Writing the Blues
Blue feathers, gray eyes, and refracted truths

(First run in the Press Enterprise, April 5, 2026)
I’ve been thinking a lot about refraction lately and how in nature and writing, reality is in the eye of the beholder. Spend any length of time observing nature and it will spin a story for you, but how you read it is up to you. Is it a triumph that the Cooper’s hawk is returning to its nest with a house finch for its voracious chicks. Or is it a tragedy that the fragile finch chicks have one less parent to feed them. Nature loves this communion between the observer and reality so much that it is frequent and layered.
This winter I spent time at San Jacinto Wildlife Area trying to get a perfect photograph of a mountain bluebird. Bluebirds hold a firm place in many cultures as a representative of happiness or joy. There is something about the color blue on a living creature that elicits a feeling of well-being, and the mountain bluebird is the purest most saturated shade of sky. I wanted to capture that shade and the feeling. I got my photo, but I couldn’t help pondering the fact that the color was not real.
Whether it is a western, eastern, or mountain bluebird, none of them are actually blue. If you were to find a bluebird feather and grind it up to powder, what remained would be gray. The bluebird of happiness isn’t actually blue at all.
Blue feathers are structural colors and rather than storing color chemically in cells, the feather barbs contain microscopic structures that interact with light. They absorb some wavelengths and scatter others back toward the viewer. A bluebird’s feathers scatter blue wavelengths and absorb the rest. The color is not a property of the bird. It’s only blue if someone is there to observe it in the light.
Then you must wonder if we are all observing the same shade of blue. After all, your eyes may be structurally different in function than mine and even a different color. Although we would probably disagree on what color my eyes are because they are gray.
Gray eyes contain almost no pigment. The iris stroma, the layer that gives eyes their color, also has more collagen than other eye colors, scattering all wavelengths of light more evenly. This dependence on structural light scattering makes them changeable from gray to greenish gray to a variety of blues.
Yet, my eyes are not blue, and neither are bluebird feathers. Blue belongs to whoever is looking. The blue belongs to the reader.
I sometimes find myself struggling to craft words that leave no room for interpretation or feelings other than my own. I want everyone to see the colors I am seeing. I know what I mean, and I want the reader to feel triumphant for the hawk. More than that I want them to know me, the writer, exactly as I represent myself on the page. Despite a lifetime of arguing about something that should be as straightforward as the color of my eyes, I still think I can control refraction and how my story is read. Yet, I think perhaps, what the reader brings is as important as what I present to them.
Perhaps writing that leaves room for the light to refract is doing nature’s work. I can create the conditions for meaning, but I can’t control the light source. I can’t control what the reader carries into the encounter. I can leave them room to lean into a recent loss and feel for the finch if that’s what they bring to the page. Or perhaps the reader will come to the page on the high of new romance and root for the hawk as I secretly did.
If I can manage to leave room for refraction, perhaps someone I’ve never met, in a moment I couldn’t have predicted, in a light I didn’t know existed, will find themselves in my words. And if I left enough space for it, perhaps the words will refract into a seemingly impossible shade of blue, a shade that only this particular reader can see.
Want a free postcard of the art from this post? Send me a mailing address and agree to become a free subscriber of Written Bird (unsubscribe any time) by filling out a quick form. If you’re already a subscriber, thank you!! I’d be happy to send you one as well.



My God woman this is *magic*
Rings true. Communication and understanding are complex. We try.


For each line of the data below that holds "angle", copy the line.

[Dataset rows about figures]
┌────────
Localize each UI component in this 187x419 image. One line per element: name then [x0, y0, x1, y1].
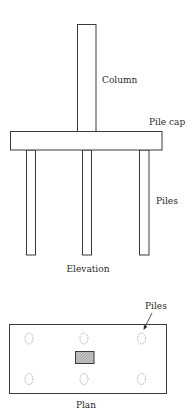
pile-middle [83, 150, 92, 255]
column [78, 25, 97, 132]
pile-cap [11, 132, 163, 151]
elevation-view: Column Pile cap Piles Elevation [11, 25, 186, 275]
pile-left [27, 150, 36, 255]
plan-piles-label: Piles [145, 301, 167, 311]
piles-label: Piles [156, 196, 178, 206]
plan-view: Piles Plan [10, 301, 168, 410]
column-plan-hatched [76, 352, 95, 364]
pile-cap-label: Pile cap [149, 117, 185, 127]
pile-right [140, 150, 150, 255]
elevation-title: Elevation [67, 264, 110, 274]
plan-title: Plan [76, 400, 96, 410]
column-label: Column [102, 75, 138, 85]
pile-foundation-diagram: Column Pile cap Piles Elevation Piles Pl… [0, 0, 187, 419]
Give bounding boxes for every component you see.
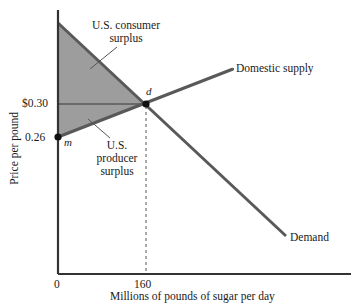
equilibrium-point-d-marker xyxy=(142,100,149,107)
x-tick-label-equilibrium-quantity: 160 xyxy=(134,278,151,291)
domestic-supply-label: Domestic supply xyxy=(236,62,314,75)
economics-surplus-chart: Price per pound Millions of pounds of su… xyxy=(0,0,360,308)
producer-surplus-label: U.S. producer surplus xyxy=(85,139,149,178)
demand-curve xyxy=(58,23,286,236)
x-axis-title: Millions of pounds of sugar per day xyxy=(110,290,275,303)
y-tick-label-price-low: 0.26 xyxy=(25,131,45,144)
producer-surplus-label-line3: surplus xyxy=(85,165,149,178)
consumer-surplus-label-line2: surplus xyxy=(78,32,174,45)
y-axis-title: Price per pound xyxy=(8,96,21,200)
chart-plot-area xyxy=(0,0,360,308)
point-d-label: d xyxy=(146,85,152,97)
consumer-surplus-label-line1: U.S. consumer xyxy=(78,19,174,32)
producer-surplus-label-line1: U.S. xyxy=(85,139,149,152)
consumer-surplus-label: U.S. consumer surplus xyxy=(78,19,174,45)
point-m-marker xyxy=(54,133,61,140)
point-m-label: m xyxy=(64,136,72,148)
producer-surplus-label-line2: producer xyxy=(85,152,149,165)
demand-label: Demand xyxy=(290,231,329,244)
y-tick-label-price-high: $0.30 xyxy=(22,97,48,110)
x-tick-label-zero: 0 xyxy=(54,278,60,291)
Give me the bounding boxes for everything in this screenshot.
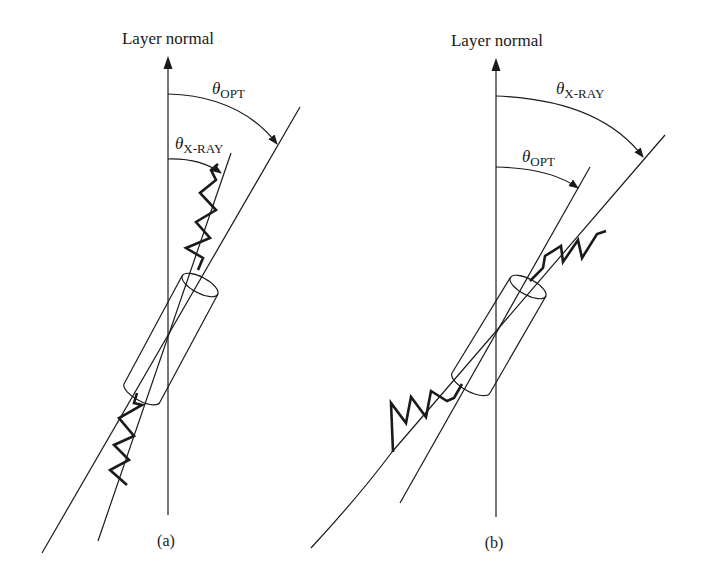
outer-axis-line-a: [42, 107, 300, 553]
panel-caption-a: (a): [157, 532, 175, 550]
panel-b: Layer normal θX-RAY θOPT (b): [311, 31, 665, 552]
outer-angle-arc-a: [168, 94, 277, 144]
layer-normal-label-a: Layer normal: [122, 29, 214, 48]
inner-angle-label-b: θOPT: [522, 147, 555, 169]
arrow-up-icon: [492, 58, 501, 71]
layer-normal-label-b: Layer normal: [451, 31, 543, 50]
inner-angle-arc-b: [496, 167, 578, 188]
outer-angle-arc-b: [496, 96, 643, 157]
alkyl-chain-upper-b: [530, 231, 606, 281]
inner-axis-line-b: [400, 167, 590, 503]
inner-angle-label-a: θX-RAY: [175, 134, 224, 156]
alkyl-chain-lower-b: [391, 384, 462, 452]
arrow-up-icon: [164, 56, 173, 69]
outer-axis-line-b: [311, 135, 665, 548]
molecule-cylinder-b: [452, 271, 550, 396]
outer-angle-label-b: θX-RAY: [556, 79, 605, 101]
alkyl-chain-upper-a: [186, 164, 218, 270]
smectic-tilt-diagram: Layer normal θOPT θX-RAY: [0, 0, 706, 583]
inner-angle-arc-a: [168, 159, 221, 173]
panel-caption-b: (b): [485, 534, 504, 552]
molecule-cylinder-a: [124, 269, 222, 405]
outer-angle-label-a: θOPT: [212, 79, 245, 101]
inner-axis-line-a: [98, 153, 231, 541]
panel-a: Layer normal θOPT θX-RAY: [42, 29, 300, 553]
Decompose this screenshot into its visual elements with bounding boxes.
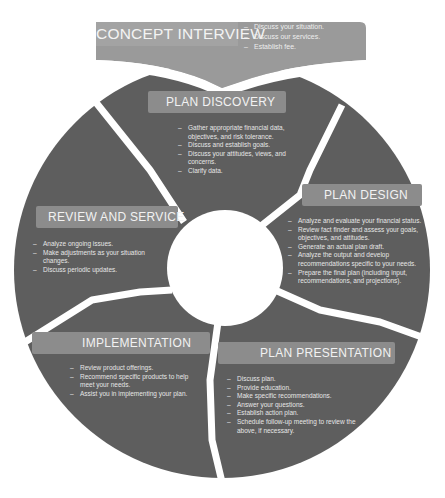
list-item: Make adjustments as your situation chang…: [33, 249, 153, 266]
list-item: Establish action plan.: [227, 409, 362, 418]
concept-interview-title: CONCEPT INTERVIEW: [96, 22, 238, 46]
list-item: Discuss your attitudes, views, and conce…: [178, 150, 308, 167]
plan-design-list: Analyze and evaluate your financial stat…: [288, 217, 423, 286]
list-item: Assist you in implementing your plan.: [70, 390, 195, 399]
list-item: Discuss periodic updates.: [33, 266, 153, 275]
plan-discovery-title: PLAN DISCOVERY: [148, 91, 286, 113]
list-item: Prepare the final plan (including input,…: [288, 269, 423, 286]
list-item: Recommend specific products to help meet…: [70, 373, 195, 390]
implementation-list: Review product offerings. Recommend spec…: [70, 364, 195, 398]
list-item: Review fact finder and assess your goals…: [288, 226, 423, 243]
review-and-service-list: Analyze ongoing issues. Make adjustments…: [33, 240, 153, 274]
list-item: Review product offerings.: [70, 364, 195, 373]
plan-design-title: PLAN DESIGN: [302, 184, 422, 206]
list-item: Establish fee.: [244, 42, 324, 52]
list-item: Discuss your situation.: [244, 22, 324, 32]
list-item: Analyze and evaluate your financial stat…: [288, 217, 423, 226]
plan-presentation-list: Discuss plan. Provide education. Make sp…: [227, 375, 362, 435]
plan-discovery-list: Gather appropriate financial data, objec…: [178, 124, 308, 176]
list-item: Discuss our services.: [244, 32, 324, 42]
plan-presentation-title: PLAN PRESENTATION: [218, 342, 395, 364]
list-item: Gather appropriate financial data, objec…: [178, 124, 308, 141]
list-item: Discuss and establish goals.: [178, 141, 308, 150]
list-item: Analyze ongoing issues.: [33, 240, 153, 249]
implementation-title: IMPLEMENTATION: [32, 332, 210, 354]
list-item: Discuss plan.: [227, 375, 362, 384]
list-item: Provide education.: [227, 384, 362, 393]
review-and-service-title: REVIEW AND SERVICE: [36, 206, 178, 228]
list-item: Clarify data.: [178, 167, 308, 176]
list-item: Schedule follow-up meeting to review the…: [227, 418, 362, 435]
list-item: Analyze the output and develop recommend…: [288, 251, 423, 268]
list-item: Answer your questions.: [227, 401, 362, 410]
list-item: Generate an actual plan draft.: [288, 243, 423, 252]
concept-interview-list: Discuss your situation. Discuss our serv…: [244, 22, 324, 52]
list-item: Make specific recommendations.: [227, 392, 362, 401]
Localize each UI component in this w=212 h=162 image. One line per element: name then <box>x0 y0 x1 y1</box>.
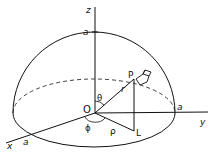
└────────
**Solution to this exercise**.
outer-angle-arc-a: [168, 94, 277, 144]
inner-angle-label-b: θOPT: [522, 147, 555, 169]
inner-angle-arc-b: [496, 167, 578, 188]
outer-angle-arc-b: [496, 96, 643, 157]
inner-angle-label-a: θX-RAY: [175, 134, 224, 156]
outer-angle-label-b: θX-RAY: [556, 79, 605, 101]
inner-angle-arc-a: [168, 159, 221, 173]
outer-angle-label-a: θOPT: [212, 79, 245, 101]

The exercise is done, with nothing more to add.